Blagojevich would not say what plans he had for the future, but he did talk a bit about his time in prison.
“I’ve learned a lot about the criminal justice system, how unfair it can be, how unjust it is to people of color,” he said. “I’ve drawn closer to God. There is divine intervention in all of this.”
Blagojevich said that he heard about his commutation when other inmates told him they saw it on the news, adding that he “had no inkling it was coming.”
He told ABC-TV Chicago that his future plans are to “turn evil into good.”
“I’m going to fight against the corrupt criminal justice system that all too often persecutes and prosecutes people who did nothing wrong, who oversentences people, show no mercy and who are in positions who have no accountability,” Blagojevich said. “They can do whatever they want. They can put you into prison for things that aren’t crimes.”
Blagojevich, 63, hails from a state with a long history of pay-to-play schemes.
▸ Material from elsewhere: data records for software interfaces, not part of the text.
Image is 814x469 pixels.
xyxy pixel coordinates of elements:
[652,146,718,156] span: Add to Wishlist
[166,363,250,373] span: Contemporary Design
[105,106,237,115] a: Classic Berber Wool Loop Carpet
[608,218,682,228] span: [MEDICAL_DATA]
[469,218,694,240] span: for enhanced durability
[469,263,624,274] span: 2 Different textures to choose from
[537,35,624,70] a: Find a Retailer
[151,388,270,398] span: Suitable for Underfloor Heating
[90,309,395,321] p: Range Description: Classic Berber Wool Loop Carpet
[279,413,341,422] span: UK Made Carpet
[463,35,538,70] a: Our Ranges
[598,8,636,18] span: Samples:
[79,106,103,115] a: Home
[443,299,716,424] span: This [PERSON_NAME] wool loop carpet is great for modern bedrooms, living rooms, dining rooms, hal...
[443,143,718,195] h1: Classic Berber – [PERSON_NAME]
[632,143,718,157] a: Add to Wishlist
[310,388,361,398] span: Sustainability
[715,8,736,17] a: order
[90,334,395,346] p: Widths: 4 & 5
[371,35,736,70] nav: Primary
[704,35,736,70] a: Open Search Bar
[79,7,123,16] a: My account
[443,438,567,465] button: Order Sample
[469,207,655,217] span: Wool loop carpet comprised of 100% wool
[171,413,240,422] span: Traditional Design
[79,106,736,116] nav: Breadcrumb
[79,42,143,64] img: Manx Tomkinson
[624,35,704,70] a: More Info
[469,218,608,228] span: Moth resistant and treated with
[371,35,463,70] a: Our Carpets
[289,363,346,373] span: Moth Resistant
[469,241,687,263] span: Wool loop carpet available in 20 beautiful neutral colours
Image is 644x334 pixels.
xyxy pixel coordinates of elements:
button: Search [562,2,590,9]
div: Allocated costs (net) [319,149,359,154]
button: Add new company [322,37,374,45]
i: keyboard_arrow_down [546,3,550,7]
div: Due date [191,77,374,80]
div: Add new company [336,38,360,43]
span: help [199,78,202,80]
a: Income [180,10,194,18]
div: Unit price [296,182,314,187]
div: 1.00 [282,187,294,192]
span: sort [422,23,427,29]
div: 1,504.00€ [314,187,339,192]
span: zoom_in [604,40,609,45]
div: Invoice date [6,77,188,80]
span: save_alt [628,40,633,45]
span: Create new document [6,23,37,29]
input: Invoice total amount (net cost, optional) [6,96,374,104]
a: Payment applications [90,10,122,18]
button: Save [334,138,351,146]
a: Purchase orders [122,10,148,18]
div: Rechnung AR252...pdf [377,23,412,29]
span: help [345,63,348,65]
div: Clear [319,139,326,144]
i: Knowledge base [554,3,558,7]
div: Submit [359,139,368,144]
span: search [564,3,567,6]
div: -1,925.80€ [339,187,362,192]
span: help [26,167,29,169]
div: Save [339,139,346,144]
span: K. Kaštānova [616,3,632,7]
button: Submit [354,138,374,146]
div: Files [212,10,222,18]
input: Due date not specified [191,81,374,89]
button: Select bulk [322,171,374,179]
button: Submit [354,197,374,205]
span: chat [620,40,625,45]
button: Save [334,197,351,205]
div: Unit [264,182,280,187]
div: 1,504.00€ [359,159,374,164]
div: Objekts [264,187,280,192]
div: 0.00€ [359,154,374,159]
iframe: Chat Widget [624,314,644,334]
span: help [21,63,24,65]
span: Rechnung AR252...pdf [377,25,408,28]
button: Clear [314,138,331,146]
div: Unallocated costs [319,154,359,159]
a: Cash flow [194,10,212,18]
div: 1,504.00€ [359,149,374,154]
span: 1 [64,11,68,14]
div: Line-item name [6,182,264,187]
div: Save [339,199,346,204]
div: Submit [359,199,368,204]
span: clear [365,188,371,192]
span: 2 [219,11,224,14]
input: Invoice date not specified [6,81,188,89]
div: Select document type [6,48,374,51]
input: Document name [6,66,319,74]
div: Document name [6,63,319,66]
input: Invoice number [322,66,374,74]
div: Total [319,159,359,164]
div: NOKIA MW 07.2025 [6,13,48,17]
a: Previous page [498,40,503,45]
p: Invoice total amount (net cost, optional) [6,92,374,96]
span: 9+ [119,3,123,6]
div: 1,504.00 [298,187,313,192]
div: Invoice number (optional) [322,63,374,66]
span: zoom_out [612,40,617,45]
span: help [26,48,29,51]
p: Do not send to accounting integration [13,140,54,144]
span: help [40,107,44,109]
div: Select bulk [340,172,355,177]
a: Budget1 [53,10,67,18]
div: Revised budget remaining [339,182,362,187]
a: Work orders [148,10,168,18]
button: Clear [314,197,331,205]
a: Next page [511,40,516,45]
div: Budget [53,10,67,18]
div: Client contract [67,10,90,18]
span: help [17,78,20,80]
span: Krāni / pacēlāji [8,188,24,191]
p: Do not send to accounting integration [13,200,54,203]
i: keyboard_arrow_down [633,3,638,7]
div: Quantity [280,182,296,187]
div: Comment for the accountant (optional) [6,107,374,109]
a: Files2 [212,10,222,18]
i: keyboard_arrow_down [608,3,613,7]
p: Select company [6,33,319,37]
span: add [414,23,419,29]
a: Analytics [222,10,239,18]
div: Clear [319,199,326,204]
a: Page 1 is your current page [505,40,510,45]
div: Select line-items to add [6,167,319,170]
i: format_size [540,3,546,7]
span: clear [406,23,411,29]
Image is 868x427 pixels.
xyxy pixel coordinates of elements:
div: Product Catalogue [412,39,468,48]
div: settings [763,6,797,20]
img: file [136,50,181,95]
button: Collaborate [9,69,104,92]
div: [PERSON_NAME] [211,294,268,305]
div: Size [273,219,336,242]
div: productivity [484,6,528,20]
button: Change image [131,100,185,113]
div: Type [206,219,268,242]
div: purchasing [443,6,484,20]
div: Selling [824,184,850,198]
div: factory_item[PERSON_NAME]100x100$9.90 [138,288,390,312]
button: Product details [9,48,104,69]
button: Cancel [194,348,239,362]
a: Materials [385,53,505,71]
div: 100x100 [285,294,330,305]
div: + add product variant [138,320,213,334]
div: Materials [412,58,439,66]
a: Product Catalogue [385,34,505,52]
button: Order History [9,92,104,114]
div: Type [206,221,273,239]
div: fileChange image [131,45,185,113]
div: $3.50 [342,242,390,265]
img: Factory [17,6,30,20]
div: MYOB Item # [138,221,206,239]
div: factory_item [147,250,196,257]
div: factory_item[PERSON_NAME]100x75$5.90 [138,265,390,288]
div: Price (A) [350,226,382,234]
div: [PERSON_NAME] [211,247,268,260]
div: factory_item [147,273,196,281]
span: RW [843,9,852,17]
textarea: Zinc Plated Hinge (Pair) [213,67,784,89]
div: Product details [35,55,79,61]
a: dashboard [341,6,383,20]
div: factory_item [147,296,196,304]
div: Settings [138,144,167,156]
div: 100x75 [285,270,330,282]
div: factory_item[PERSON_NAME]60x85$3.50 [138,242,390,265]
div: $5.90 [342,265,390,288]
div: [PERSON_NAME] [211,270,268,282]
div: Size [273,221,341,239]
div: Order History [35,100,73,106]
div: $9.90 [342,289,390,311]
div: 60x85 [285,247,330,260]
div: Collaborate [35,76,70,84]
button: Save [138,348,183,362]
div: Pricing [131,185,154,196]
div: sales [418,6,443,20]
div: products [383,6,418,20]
He was convicted in 2011 of crimes that included seeking to sell an appointment to former US president Barack Obama’s old Senate seat and trying to shake down a children’s hospital.
Trump had said repeatedly in recent years that he was considering taking executive action in Blagojevich’s case, only to back away from the idea.
One of Blagojevich’s lawyers said she refused to believe it at first when word of her client’s possible release began to spread, fearing that the president might not follow through.
“When it became obvious it was real, I got tears in my eyes,” Lauren Kaesberg said. “It was overwhelming.”
Others in Illinois, including the governor, said setting Blagojevich free was a mistake.
Trump “has abused his pardon power in inexplicable ways to reward his friends and condone corruption, and I deeply believe this pardon sends the wrong message at the wrong time,” Illinois Governor J.B. Pritzker said in a written statement.
Many Republicans agreed.
“In a state where corrupt, machine-style politics is still all too common, it’s important that those found guilty serve their prison sentence in its entirety,” Illinois Republican Party chairman Tim Schneider said.